Safety Analysis Knowledge Base
A comprehensive reference for the six core analysis methods used in functional safety engineering. Each method serves a specific purpose in the safety lifecycle, from identifying failure modes to calculating hardware safety metrics and system-level reliability.
Safety Standards
ISO 26262
Road Vehicles - Functional Safety
The international standard for functional safety of electrical and electronic systems in production road vehicles. It defines ASILs (A through D) and prescribes specific analysis methods at each phase of the safety lifecycle. FMEA, FTA, and FMEDA are required or recommended depending on the ASIL and lifecycle phase. ISO 26262 Part 5 specifically addresses hardware-level analysis including FMEDA metrics (SPFM, LFM, PMHF).
IEC 61508
Functional Safety of E/E/PE Safety-Related Systems
The parent standard for functional safety across all industries.
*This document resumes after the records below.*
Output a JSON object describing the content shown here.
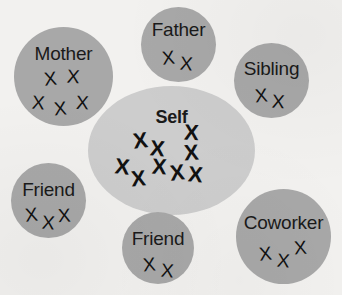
{
  "diagram": {
    "background_color": "#f2f1ef",
    "satellite_color": "#a8a8a8",
    "center_color": "#cdcdcd",
    "mark_glyph": "X",
    "text_color": "#1a1a1a"
  },
  "nodes": [
    {
      "id": "self",
      "label": "Self",
      "shape": "ellipse",
      "emphasis": "bold",
      "mark_count": 9,
      "x": 88,
      "y": 86,
      "width": 167,
      "height": 129,
      "label_top": 22,
      "marks": [
        {
          "x": 45,
          "y": 44,
          "rot": -7
        },
        {
          "x": 62,
          "y": 52,
          "rot": 5
        },
        {
          "x": 96,
          "y": 36,
          "rot": 3
        },
        {
          "x": 96,
          "y": 56,
          "rot": -4
        },
        {
          "x": 27,
          "y": 70,
          "rot": 6
        },
        {
          "x": 43,
          "y": 82,
          "rot": -5
        },
        {
          "x": 64,
          "y": 70,
          "rot": 4
        },
        {
          "x": 82,
          "y": 76,
          "rot": -6
        },
        {
          "x": 100,
          "y": 78,
          "rot": 5
        }
      ]
    },
    {
      "id": "mother",
      "label": "Mother",
      "shape": "circle",
      "mark_count": 5,
      "x": 14,
      "y": 27,
      "width": 99,
      "height": 99,
      "label_top": 17,
      "marks": [
        {
          "x": 30,
          "y": 42,
          "rot": -6
        },
        {
          "x": 53,
          "y": 40,
          "rot": 4
        },
        {
          "x": 18,
          "y": 66,
          "rot": 5
        },
        {
          "x": 40,
          "y": 72,
          "rot": -5
        },
        {
          "x": 62,
          "y": 66,
          "rot": 3
        }
      ]
    },
    {
      "id": "father",
      "label": "Father",
      "shape": "circle",
      "mark_count": 2,
      "x": 141,
      "y": 7,
      "width": 75,
      "height": 75,
      "label_top": 13,
      "marks": [
        {
          "x": 21,
          "y": 41,
          "rot": -6
        },
        {
          "x": 39,
          "y": 47,
          "rot": 5
        }
      ]
    },
    {
      "id": "sibling",
      "label": "Sibling",
      "shape": "circle",
      "mark_count": 2,
      "x": 234,
      "y": 43,
      "width": 75,
      "height": 75,
      "label_top": 16,
      "marks": [
        {
          "x": 21,
          "y": 43,
          "rot": -5
        },
        {
          "x": 38,
          "y": 49,
          "rot": 4
        }
      ]
    },
    {
      "id": "friend-left",
      "label": "Friend",
      "shape": "circle",
      "mark_count": 3,
      "x": 11,
      "y": 163,
      "width": 75,
      "height": 75,
      "label_top": 17,
      "marks": [
        {
          "x": 14,
          "y": 42,
          "rot": -6
        },
        {
          "x": 31,
          "y": 50,
          "rot": 5
        },
        {
          "x": 47,
          "y": 43,
          "rot": -3
        }
      ]
    },
    {
      "id": "friend-bottom",
      "label": "Friend",
      "shape": "circle",
      "mark_count": 2,
      "x": 122,
      "y": 212,
      "width": 72,
      "height": 72,
      "label_top": 17,
      "marks": [
        {
          "x": 21,
          "y": 43,
          "rot": -5
        },
        {
          "x": 39,
          "y": 49,
          "rot": 5
        }
      ]
    },
    {
      "id": "coworker",
      "label": "Coworker",
      "shape": "circle",
      "mark_count": 3,
      "x": 236,
      "y": 189,
      "width": 95,
      "height": 95,
      "label_top": 24,
      "marks": [
        {
          "x": 23,
          "y": 55,
          "rot": -6
        },
        {
          "x": 41,
          "y": 62,
          "rot": 5
        },
        {
          "x": 58,
          "y": 49,
          "rot": -4
        }
      ]
    }
  ]
}
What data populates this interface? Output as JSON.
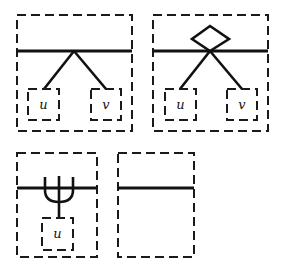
{
  "diagram": {
    "panels": [
      {
        "id": "panel-1",
        "description": "Branching node: apex on divider with edges to two children",
        "children": [
          {
            "label": "u"
          },
          {
            "label": "v"
          }
        ]
      },
      {
        "id": "panel-2",
        "description": "Diamond node above divider with edges to two children",
        "children": [
          {
            "label": "u"
          },
          {
            "label": "v"
          }
        ]
      },
      {
        "id": "panel-3",
        "description": "Fork (psi-shaped) node crossing divider with one child",
        "children": [
          {
            "label": "u"
          }
        ]
      },
      {
        "id": "panel-4",
        "description": "Empty frame with divider only",
        "children": []
      }
    ],
    "colors": {
      "stroke": "#111111",
      "background": "#ffffff"
    }
  }
}
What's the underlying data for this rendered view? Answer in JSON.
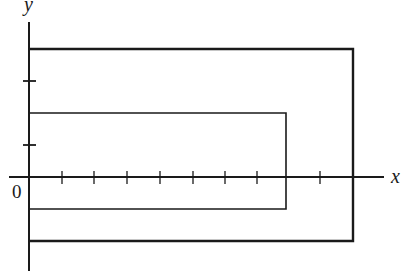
{
  "diagram": {
    "axes": {
      "x_label": "x",
      "y_label": "y",
      "origin_label": "0",
      "x_ticks": [
        1,
        2,
        3,
        4,
        5,
        6,
        7,
        9
      ],
      "y_ticks": [
        1,
        3
      ]
    },
    "shapes": [
      {
        "name": "inner-rectangle",
        "x_min": 0,
        "x_max": 8,
        "y_min": -1,
        "y_max": 2
      },
      {
        "name": "outer-rectangle",
        "x_min": 0,
        "x_max": 10,
        "y_min": -2,
        "y_max": 4
      }
    ],
    "colors": {
      "stroke": "#1a1a1a",
      "background": "#ffffff"
    }
  }
}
It defines SIL 1 through SIL 4 and provides the framework that sector-specific standards (like ISO 26262 for automotive) build upon. IEC 61508 Part 2 requires FMEDA for hardware safety integrity, and Part 6 references FTA, RBD, and Markov analysis for reliability modeling.
AIAG-VDA
FMEA Handbook (2019)
The joint AIAG-VDA FMEA Handbook harmonizes the North American (AIAG) and European (VDA) approaches to FMEA. It introduces the 7-step method (planning, structure analysis, function analysis, failure analysis, risk analysis, optimization, documentation) and replaces the traditional RPN with the Action Priority (AP) method for more consistent risk evaluation.
MIL-STD-1629A
Procedures for Performing FMECA
The U.S. military standard that defines the methodology for Failure Mode, Effects, and Criticality Analysis. It specifies how to calculate criticality numbers from failure rate data and mode ratios, and how to construct criticality matrices for risk visualization. While originally a defense standard, MIL-STD-1629A is widely adopted in aerospace, nuclear, and heavy industry.